Excerpts from Ketan Padegaonkar's blob

"Why do we need getters and setters anyway ? Do they not break encapsulation ? There’s two schools of opinions I’ve come across here. One that likes to follow the javabeans specfications. The other that says hates getters and setters for the reason that objects then tell you who their friends are (Disclosure: I belong to such a group). Objects should expose behavior and not their friends that may help you out."

Interesting!!! Now lets analyse a few points on getters and setters.

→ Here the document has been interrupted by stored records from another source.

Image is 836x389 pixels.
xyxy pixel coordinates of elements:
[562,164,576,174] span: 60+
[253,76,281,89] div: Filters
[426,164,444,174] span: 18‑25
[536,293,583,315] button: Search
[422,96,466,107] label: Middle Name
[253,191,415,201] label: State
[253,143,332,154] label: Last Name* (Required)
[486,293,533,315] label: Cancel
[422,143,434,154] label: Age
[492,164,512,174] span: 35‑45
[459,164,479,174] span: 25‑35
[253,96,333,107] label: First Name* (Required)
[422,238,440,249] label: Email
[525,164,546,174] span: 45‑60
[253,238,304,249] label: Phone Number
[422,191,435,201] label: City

Objects like value objects and model elements which are used to store only data will require getters and setters to access the stored data. What about the rest of objects which we see in our daily developer life. Can we live without getters and setters in those objects?

For eg: (In Java)

Parser parser = new Parser("c:\temp\FileToParse.xml");
parser.parse();
parser.getFile();

The 'parser. parse()' method makes sense. What about the 'parser.getFile()' method?

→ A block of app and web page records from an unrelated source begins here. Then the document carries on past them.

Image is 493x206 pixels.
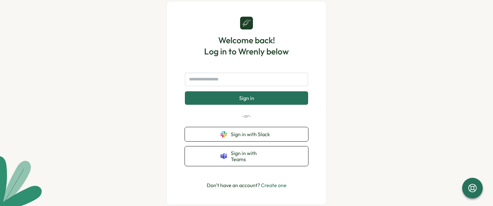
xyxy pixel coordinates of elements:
a: Create one [261,182,286,189]
span: Sign in with Slack [231,131,272,137]
button: Sign in [185,91,308,105]
p: -or- [185,113,308,120]
button: Sign in with Slack [185,127,308,141]
span: Sign in with Teams [231,150,272,162]
p: Don't have an account? [206,181,286,190]
span: Sign in [239,95,254,101]
h1: Welcome back! Log in to Wrenly below [204,35,289,57]
button: Sign in with Teams [185,147,308,166]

The parser will return the current file which it has parsed. Can we live without this getter? This is an extra information. Do we need to expose this extra information to the user of this parser?

Extra info is always useful. But isn't too much info cumbersome?

Are these extra getters adding oil to the current fire of 'lots of dependencies between packages' which is the case of many huge applications we see today? One day these haphazard dependencies will kill these applications one after the other.

If the getFile() method is exposed by the parser, it will be used by some of the client programs. But if the getFile() method is not exposed by the parser, then the client will depend on the parser to only invoke the 'parse()' method.

The above example is too simple. But hope you got my message.

3 comments:

  1. I feel that at the end of the day, it is upto the client to decide which methods to use for its own purpose. If, for eg, the client does not use the getFile method initially as it is not supported, but then due to customer demand, it needs such functionality, the client now will have to find another parser that provides this info.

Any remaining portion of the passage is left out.